Jane was pregnant. What other reason was there for a woman to speak this long with her gynaecologist?

Twenty-Six

‘John loved me, very much.’

Alice said nothing. Jane being pregnant didn’t change anything. It wasn’t something they’d ever talked about – it would have been out of bounds – but of course John had made love to her: it was understood – accepted – without needing to be said.

‘And I loved him very much.’ She was smiling, as she’d been smiling when she’d called Alice from the bathroom after her conversation with Rosemary Pritchard.

Still Alice said nothing. What would her test show? She was anxious but at the same time reluctant to find out. Surely she had to be! What other reason was there for her being so sick, so often?

‘I saw the photograph, the one you tried to hide in the cabin. I saw it by the telephone and found where you’d hidden it, when you were in the bath.’ There was no anger in the flat tone.

Alice finally sat on the collapsing, hair-greased chair. ‘I know John loved you. Your marriage was never in any danger.’

‘That’s very generous of you! What did you and he do, just fuck?’

Alice winced. ‘Can I try to explain?’

‘I want you to. I want very much to have it explained to me. All of it.’

‘I loved John, too.’

‘And he loved you!’ There was a jeer in Jane’s voice.

‘Yes.’

Jane made a balancing gesture with both hands. ‘So that’s how it was, he loved us both, fifty-fifty.’

‘Yes, I guess. But you were his wife. Would always have been his wife.’

‘And you would have always been his mistress.’

‘For as long as he wanted me.’

‘Or until he didn’t want me any more!’

‘That would never have happened.’

‘Tell me you talked about it!’

‘We did! He told me he would never leave you, because he loved you, and I said I didn’t want or expect him to.’

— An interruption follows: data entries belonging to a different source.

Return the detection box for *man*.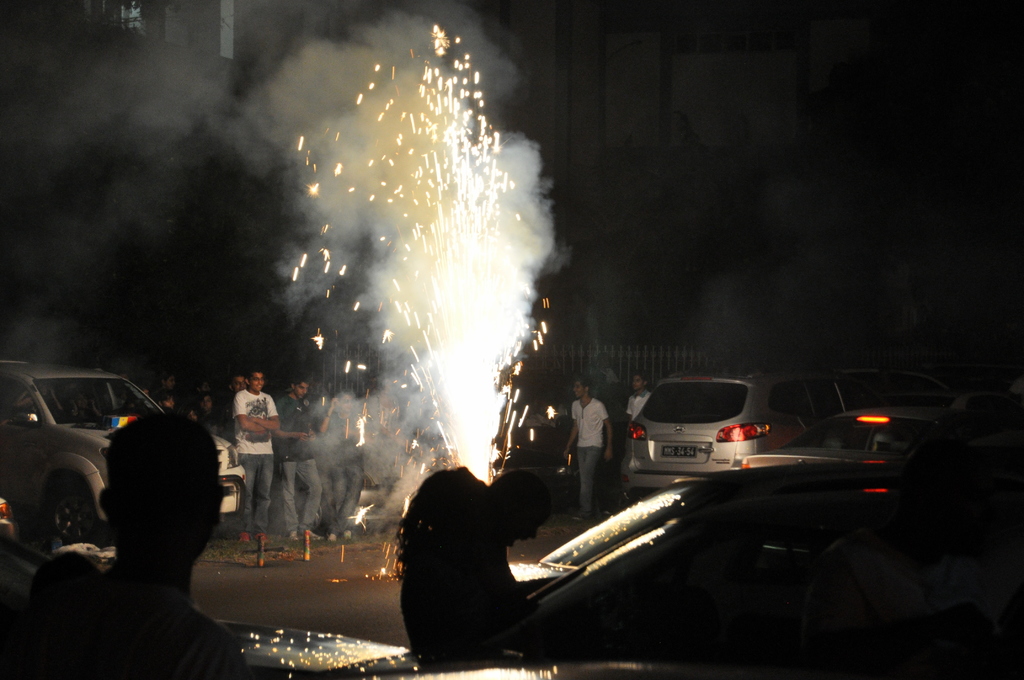
(x1=622, y1=368, x2=653, y2=421).
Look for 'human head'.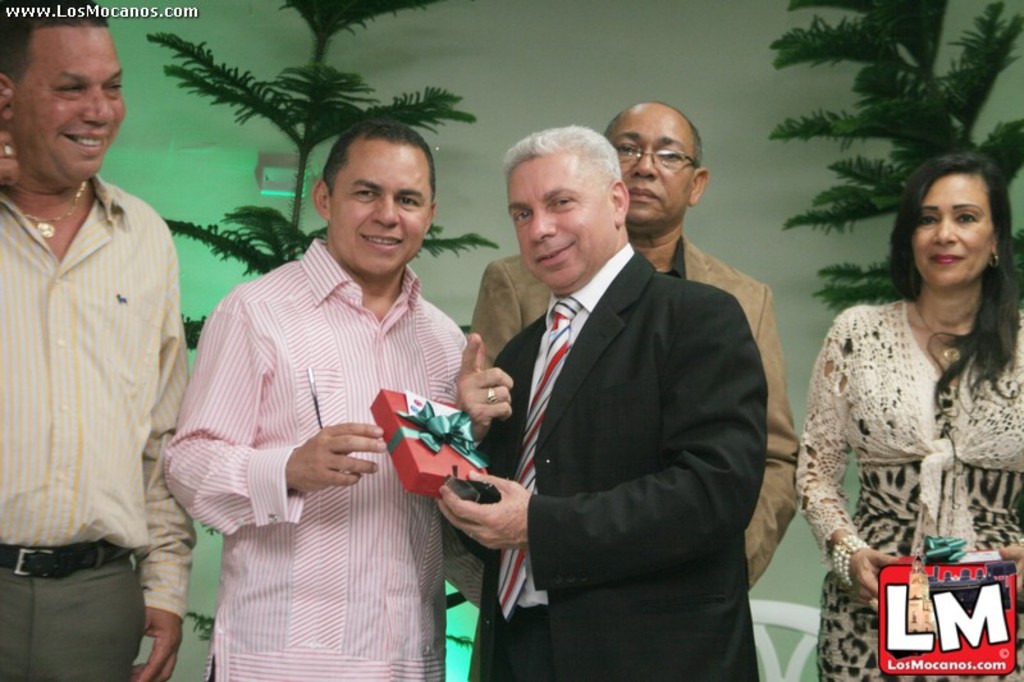
Found: rect(311, 119, 434, 278).
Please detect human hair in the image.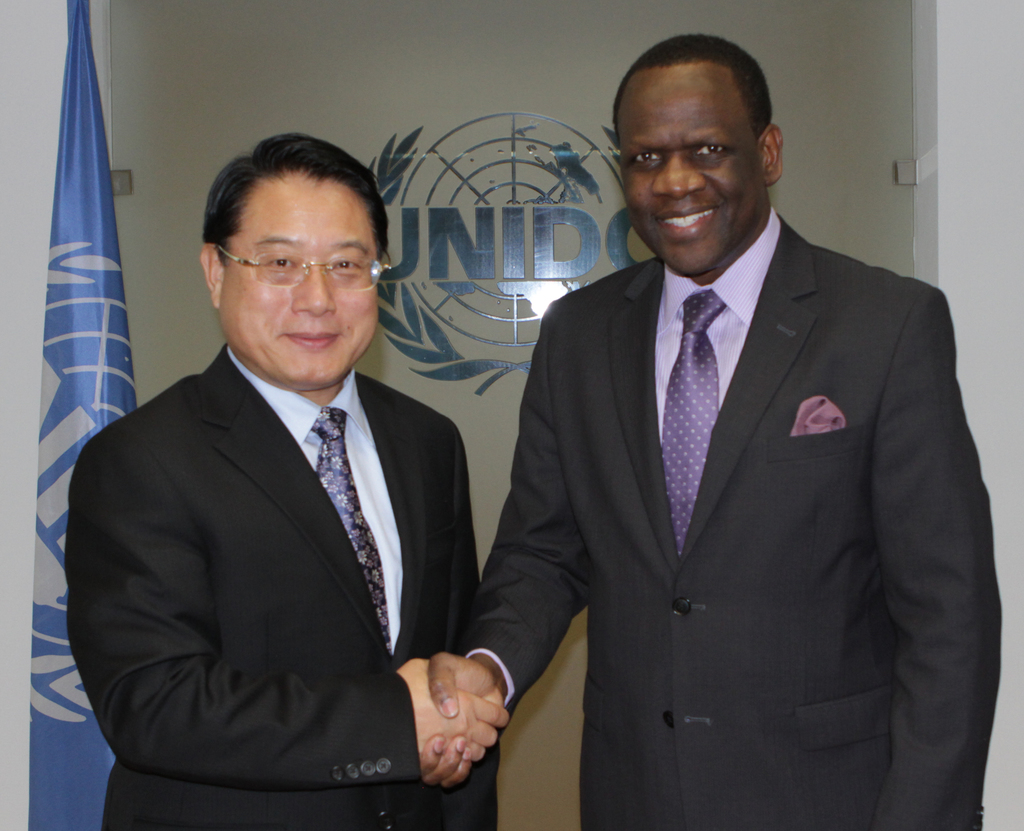
182,137,370,330.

‘I’m supposed to believe that?’

‘It’s the truth.’

‘How often, once a week, twice a week? All the time when I was out of town?’

She had the right, Alice accepted, although she didn’t feel there was anything to defend herself against. ‘We were happy.’

‘How about the cabin? How often did you sneak away to the cabin?’ Jane’s face was set, rigid.

Everything she’d told Jane was the truth. There was no guilt. ‘Just three times. The photograph you saw was the first.’ It was back at the cabin, packed in her case, she abruptly realized. Whatever happened she had to go back to the cabin to get it.

Jane jerked her head towards the telephone, upon which she’d made two further calls after that to the gynaecologist. ‘Did he tell you why we were seeing Rosemary?’

Alice shook her head. ‘I didn’t know you were.’

‘Something he didn’t actually tell you?’ It was weak sarcasm.

‘No.’

‘We were going to have a baby.’

Alice felt a physical lurch at the confirmation but didn’t speak.

‘How do you feel about that?’

‘It will be wonderful…’ stumbled Alice. ‘John would have… you will be a wonderful parent…’

The rigid face creased slightly, then cleared. ‘It wouldn’t have made any difference if John was still alive? You’d have gone on sleeping together?’

‘Yes,’ said Alice at once, holding the other woman’s look. ‘I’m not ashamed. I know it’s difficult for you to believe… I guess you never will… but I was never a threat to you… and I’ve tried to save you, literally save your life, because you don’t know how bad things are.’ She knew that Geoffrey Davis, whom Jane had told in another of her calls to block any legal move against John’s bank, was the firm’s lawyer. Presumably Burt, whose surname Jane had never used and to whom she’d repeated the blocking instructions, was the personal attorney.